Exhuming the Archive Symposium
To conclude my year long ACES residency at the Millenium Court Arts Centre and to accompany my solo show of the same name, I organised the Exhuming the Archive Symposium at the Millenium Court Arts Centre. Matt Packer wrote the essay Lost Arks in response to the exhibition.
I invited some of my favourite thinkers, to be part of the panel:
Matt Packer’s ESSAY: Lost Arks: Some Notes on Jiann Hughes’ Exhuming the Archive
Rachel O'Dwyer's ABSTRACT: "There is no cat”: A prehistory of (im)material networks
The luminiferous ether was an imagined medium used in the 18th and 19th century to explain action at a distance and the propagation of heat, light, radio waves and even telepathic communications through space. While the existence of any such medium was disproved by Einstein’s theory of relativity in the early twentieth century, the ethereal continues to ghost wireless communications such as radio, cellular networks and the Internet of things. Cultural and scientific imaginaries of the ether as a kind of tangible-intangible medium give insight into contemporary wireless networks, their materiality, aesthetics and political economies. Specifically the ether provides a way to think through the relationship between the ‘material’ and ‘immaterial’ in digital networks, allowing us to move away from an approach that distinguishes between these towards one that recognises their interrelationship and appropriates both as one.
Tina Kinsella's ABSTRACT: According to Sigmund Freud, the unconscious is not only a repository for repressed experience, but a psychical domain that contains latent memory that is not currently present to consciousness. Such an understanding of the psyche mimics the topographical domain of the digital which houses ‘memories we would rather forget’ (repressed experience) as well as ‘the stuff that resists decay, refuses to be forgotten, and refuses to let us forget’ (latent memory that is not active in present consciousness). Of course, whilst this relay between the intentional will towards forgetting and the always possible return of unconscious phenomena undermines the assumed agency of the sovereign subject, Freud’s presentation of subjectivity privileges the individuated, rather than the relational, subject. This presentation draws on the work of artist and psychoanalytic theorist, Bracha L. Ettinger, who proposes a profoundly relational stratum of subjectivity that she defines as co-poietic (co-becoming) and transubjective (not reducible to intersubjective communication). The aim of this presentation is to investigate and explore the archive and the archival process as a form of relational, transactive co-poietic knowledge-generation which can be understood as a participation/collaboration between subject/object materialities that cannot be reduced to discrete boundaries imposed between received notions of (active) subjects and (passive) objects.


__WORK INSTRUCTION__. Restate each of the lines given below, word for word.

─── RECORDS TO PROCESS ───

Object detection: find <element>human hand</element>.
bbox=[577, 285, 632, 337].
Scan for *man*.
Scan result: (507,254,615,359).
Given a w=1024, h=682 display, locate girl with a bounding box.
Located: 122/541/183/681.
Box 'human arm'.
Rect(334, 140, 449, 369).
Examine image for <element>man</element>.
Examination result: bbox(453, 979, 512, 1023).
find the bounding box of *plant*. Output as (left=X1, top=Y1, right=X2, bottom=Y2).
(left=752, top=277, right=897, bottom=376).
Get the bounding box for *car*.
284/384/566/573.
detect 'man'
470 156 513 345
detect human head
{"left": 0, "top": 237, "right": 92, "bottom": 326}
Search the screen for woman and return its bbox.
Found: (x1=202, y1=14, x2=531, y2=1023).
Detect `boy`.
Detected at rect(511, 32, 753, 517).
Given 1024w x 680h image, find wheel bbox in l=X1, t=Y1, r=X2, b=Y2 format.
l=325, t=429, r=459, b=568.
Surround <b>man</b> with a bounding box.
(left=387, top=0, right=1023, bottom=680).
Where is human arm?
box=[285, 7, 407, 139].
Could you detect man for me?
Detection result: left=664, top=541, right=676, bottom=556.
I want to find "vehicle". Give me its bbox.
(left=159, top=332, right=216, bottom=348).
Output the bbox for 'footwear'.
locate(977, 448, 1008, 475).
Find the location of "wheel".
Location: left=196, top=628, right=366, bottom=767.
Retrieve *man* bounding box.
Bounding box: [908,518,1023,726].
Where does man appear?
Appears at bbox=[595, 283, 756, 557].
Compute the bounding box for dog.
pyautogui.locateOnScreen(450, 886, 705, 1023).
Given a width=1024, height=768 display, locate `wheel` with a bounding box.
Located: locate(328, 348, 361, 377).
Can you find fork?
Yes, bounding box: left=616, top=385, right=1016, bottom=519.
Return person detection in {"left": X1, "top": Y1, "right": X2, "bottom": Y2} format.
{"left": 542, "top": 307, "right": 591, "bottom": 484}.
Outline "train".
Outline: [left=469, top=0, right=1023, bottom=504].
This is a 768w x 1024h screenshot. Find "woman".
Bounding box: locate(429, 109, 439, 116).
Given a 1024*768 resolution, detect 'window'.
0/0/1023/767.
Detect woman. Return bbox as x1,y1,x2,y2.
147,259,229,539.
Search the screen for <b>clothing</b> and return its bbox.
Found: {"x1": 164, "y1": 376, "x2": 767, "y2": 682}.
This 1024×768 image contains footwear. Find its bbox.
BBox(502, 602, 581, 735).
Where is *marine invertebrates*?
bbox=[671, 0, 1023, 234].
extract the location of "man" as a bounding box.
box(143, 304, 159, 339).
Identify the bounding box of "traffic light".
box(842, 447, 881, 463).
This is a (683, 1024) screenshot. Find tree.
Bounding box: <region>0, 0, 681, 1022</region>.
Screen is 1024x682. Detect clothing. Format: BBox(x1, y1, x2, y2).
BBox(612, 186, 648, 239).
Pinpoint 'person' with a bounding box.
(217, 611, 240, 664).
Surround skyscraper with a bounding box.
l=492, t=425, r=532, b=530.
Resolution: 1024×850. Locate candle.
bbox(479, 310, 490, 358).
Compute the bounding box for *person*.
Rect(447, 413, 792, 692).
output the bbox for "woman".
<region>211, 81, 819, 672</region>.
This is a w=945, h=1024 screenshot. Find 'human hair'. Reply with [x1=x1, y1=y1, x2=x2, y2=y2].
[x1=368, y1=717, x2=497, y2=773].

───

__SOLUTION TO THIS TASK__.
Object detection: find <element>human hand</element>.
bbox=[577, 285, 632, 337].
Scan for *man*.
Scan result: (507,254,615,359).
Given a w=1024, h=682 display, locate girl with a bounding box.
Located: 122/541/183/681.
Box 'human arm'.
Rect(334, 140, 449, 369).
Examine image for <element>man</element>.
Examination result: bbox(453, 979, 512, 1023).
find the bounding box of *plant*. Output as (left=X1, top=Y1, right=X2, bottom=Y2).
(left=752, top=277, right=897, bottom=376).
Get the bounding box for *car*.
284/384/566/573.
detect 'man'
470 156 513 345
detect human head
{"left": 0, "top": 237, "right": 92, "bottom": 326}
Search the screen for woman and return its bbox.
Found: (x1=202, y1=14, x2=531, y2=1023).
Detect `boy`.
Detected at rect(511, 32, 753, 517).
Given 1024w x 680h image, find wheel bbox in l=X1, t=Y1, r=X2, b=Y2 format.
l=325, t=429, r=459, b=568.
Surround <b>man</b> with a bounding box.
(left=387, top=0, right=1023, bottom=680).
Where is human arm?
box=[285, 7, 407, 139].
Could you detect man for me?
Detection result: left=664, top=541, right=676, bottom=556.
I want to find "vehicle". Give me its bbox.
(left=159, top=332, right=216, bottom=348).
Output the bbox for 'footwear'.
locate(977, 448, 1008, 475).
Find the location of "wheel".
Location: left=196, top=628, right=366, bottom=767.
Retrieve *man* bounding box.
Bounding box: [908,518,1023,726].
Where does man appear?
Appears at bbox=[595, 283, 756, 557].
Compute the bounding box for dog.
pyautogui.locateOnScreen(450, 886, 705, 1023).
Given a width=1024, height=768 display, locate `wheel` with a bounding box.
Located: locate(328, 348, 361, 377).
Can you find fork?
Yes, bounding box: left=616, top=385, right=1016, bottom=519.
Return person detection in {"left": X1, "top": Y1, "right": X2, "bottom": Y2} format.
{"left": 542, "top": 307, "right": 591, "bottom": 484}.
Outline "train".
Outline: [left=469, top=0, right=1023, bottom=504].
This is a 768w x 1024h screenshot. Find "woman".
Bounding box: locate(429, 109, 439, 116).
Given a 1024*768 resolution, detect 'window'.
0/0/1023/767.
Detect woman. Return bbox as x1,y1,x2,y2.
147,259,229,539.
Search the screen for <b>clothing</b> and return its bbox.
Found: {"x1": 164, "y1": 376, "x2": 767, "y2": 682}.
This 1024×768 image contains footwear. Find its bbox.
BBox(502, 602, 581, 735).
Where is *marine invertebrates*?
bbox=[671, 0, 1023, 234].
extract the location of "man" as a bounding box.
box(143, 304, 159, 339).
Identify the bounding box of "traffic light".
box(842, 447, 881, 463).
This is a (683, 1024) screenshot. Find tree.
Bounding box: <region>0, 0, 681, 1022</region>.
Screen is 1024x682. Detect clothing. Format: BBox(x1, y1, x2, y2).
BBox(612, 186, 648, 239).
Pinpoint 'person' with a bounding box.
(217, 611, 240, 664).
Surround skyscraper with a bounding box.
l=492, t=425, r=532, b=530.
Resolution: 1024×850. Locate candle.
bbox(479, 310, 490, 358).
Compute the bounding box for *person*.
Rect(447, 413, 792, 692).
output the bbox for "woman".
<region>211, 81, 819, 672</region>.
This is a w=945, h=1024 screenshot. Find 'human hair'. Reply with [x1=x1, y1=y1, x2=x2, y2=y2].
[x1=368, y1=717, x2=497, y2=773].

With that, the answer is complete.